The Silver Swan, who living had no note,

When death approached unlocked her silent throat.

Leaning her breast upon the reedy shore,

She sang her first and last and sang no more.

Farewell all joys. Oh death, come close mine eyes.

More geese than swans now live, more fools than wise.

Orlando Gibbons

**********

PART ONE : THE FAIR FLOWER OF RAVENCLAW

Chapter 1

Why do I go on about Cho Chang? It isn't as if the two of us were destined to live happily ever after. Even at twelve years old, I knew that. Nor was she to be the hero of the age. Like myself she was a secondary, almost an accidental, participant in the great events of our times and yet, for me, the story begins and ends with her. Susan has told me more than once that this has become an unhealthy obsession, and there is little doubt that she is right, but I prefer to think of it as loyalty. Having long-since betrayed Cho in deeds, I remain faithful in words and memory. She would, I think, appreciate this. Of all the virtues, it was loyalty that she prized the most highly in others and pursued the most resolutely herself, even when it exacted a terrible price. I should know. If I am here today, writing this tale that none but me will ever read, it is in large part because of that.

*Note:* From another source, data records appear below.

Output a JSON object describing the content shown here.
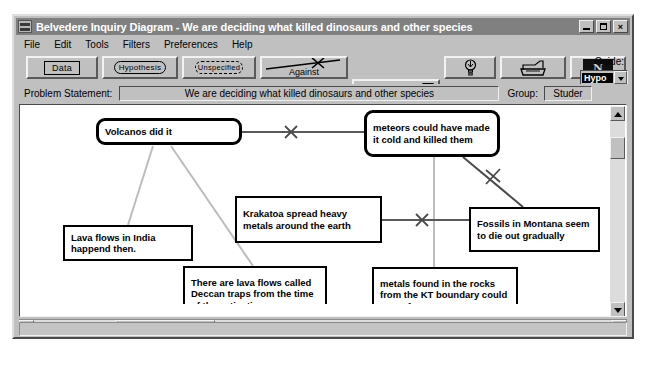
{
  "window": {
    "title": "Belvedere Inquiry Diagram - We are deciding what killed dinosaurs and other species",
    "icon": "app-icon",
    "minimize_label": "",
    "maximize_label": "",
    "close_label": "×"
  },
  "menu": {
    "items": [
      {
        "label": "File"
      },
      {
        "label": "Edit"
      },
      {
        "label": "Tools"
      },
      {
        "label": "Filters"
      },
      {
        "label": "Preferences"
      },
      {
        "label": "Help"
      }
    ]
  },
  "toolbar": {
    "data_label": "Data",
    "hypothesis_label": "Hypothesis",
    "unspecified_label": "Unspecified",
    "against_label": "Against",
    "for_label": "For",
    "hint_icon": "lightbulb-icon",
    "print_icon": "printer-icon",
    "note_icon": "n-icon",
    "note_letter": "N"
  },
  "guide": {
    "label": "Guide:",
    "selected": "Hypo"
  },
  "problem": {
    "label": "Problem Statement:",
    "statement": "We are deciding what killed dinosaurs and other species",
    "group_label": "Group:",
    "group_value": "Studer"
  },
  "diagram": {
    "nodes": [
      {
        "id": "volcanos",
        "type": "hypothesis",
        "text": "Volcanos did it",
        "x": 76,
        "y": 13,
        "w": 146,
        "h": 27
      },
      {
        "id": "meteors",
        "type": "hypothesis",
        "text": "meteors could have made it cold and killed them",
        "x": 344,
        "y": 5,
        "w": 136,
        "h": 47
      },
      {
        "id": "krakatoa",
        "type": "data",
        "text": "Krakatoa spread heavy metals around the earth",
        "x": 215,
        "y": 91,
        "w": 147,
        "h": 47
      },
      {
        "id": "fossils",
        "type": "data",
        "text": "Fossils in Montana seem to die out gradually",
        "x": 449,
        "y": 102,
        "w": 131,
        "h": 45
      },
      {
        "id": "lava-india",
        "type": "data",
        "text": "Lava flows in India happend then.",
        "x": 43,
        "y": 120,
        "w": 130,
        "h": 36
      },
      {
        "id": "deccan-traps",
        "type": "data",
        "text": "There are lava flows called Deccan traps from the time of the extinctions",
        "x": 163,
        "y": 161,
        "w": 144,
        "h": 56
      },
      {
        "id": "kt-metals",
        "type": "data",
        "text": "metals found in the rocks from the KT boundary could come from meteors",
        "x": 352,
        "y": 162,
        "w": 146,
        "h": 56
      }
    ],
    "links": [
      {
        "id": "volcanos-against-meteors",
        "type": "against",
        "from": "volcanos",
        "to": "meteors"
      },
      {
        "id": "krakatoa-against-fossils",
        "type": "against",
        "from": "krakatoa",
        "to": "fossils"
      },
      {
        "id": "meteors-against-fossils",
        "type": "against",
        "from": "meteors",
        "to": "fossils"
      },
      {
        "id": "lava-india-for-volcanos",
        "type": "for",
        "from": "lava-india",
        "to": "volcanos"
      },
      {
        "id": "deccan-for-volcanos",
        "type": "for",
        "from": "deccan-traps",
        "to": "volcanos"
      },
      {
        "id": "kt-metals-for-meteors",
        "type": "for",
        "from": "kt-metals",
        "to": "meteors"
      }
    ],
    "colors": {
      "node_border": "#000000",
      "against_link": "#555555",
      "for_link": "#b4b4b4",
      "canvas_bg": "#ffffff"
    }
  },
  "scrollbars": {
    "vertical_up": "scroll-up",
    "vertical_down": "scroll-down",
    "horizontal_left": "scroll-left",
    "horizontal_right": "scroll-right"
  }
}
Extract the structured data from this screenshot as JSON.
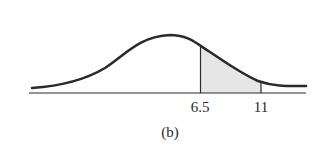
{
  "figure": {
    "caption": "(b)",
    "type": "normal distribution curve with shaded region",
    "markers": [
      {
        "label": "6.5",
        "x": 200
      },
      {
        "label": "11",
        "x": 261
      }
    ],
    "shaded_region": {
      "from": "6.5",
      "to": "11"
    },
    "colors": {
      "curve": "#2a2a2a",
      "shade": "#e6e6e6",
      "axis": "#2a2a2a"
    }
  }
}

But to understand the end, we have to go back to the beginning and, for me, the beginning, the starting point for everything that followed, was the day I met Cho Chang. Back, then. Back to Ravenclaw House as it was before the war. Back to an evening when all that mattered was that I had found a friend.

*

* *

Of the many traditions that ordered the lives of the daughters and sons of the Eagle, the first encountered was also the most important. The Partnering, we called it, or second sorting. Immediately after the Sorting itself, and the feast in the Great Hall, were ushered into the book-lined stillness of the Ravenclaw common room the House's eight new first years, four girls and four boys never more and never fewer. In the middle of the room, they were herded into a reasonably straight line and told to hold up their wands. Opposite them, the eight second-year students took their place with wands similarly raised, each with a third year behind him or her, as the older students gathered round to encircle them.

On the command of a senior student, and without a word of explanation, the lights were magically quelled. Following a further word of command, thin bright beams issued forth from the uplifted wands. At first seeking around the room like so many miniature searchlights, they quickly established a pattern, linking the students two by two, each second-year to a first-year. The students so linked were Partnered, a relationship that lasted throughout their years in the House and formed the very essence of their existence within it.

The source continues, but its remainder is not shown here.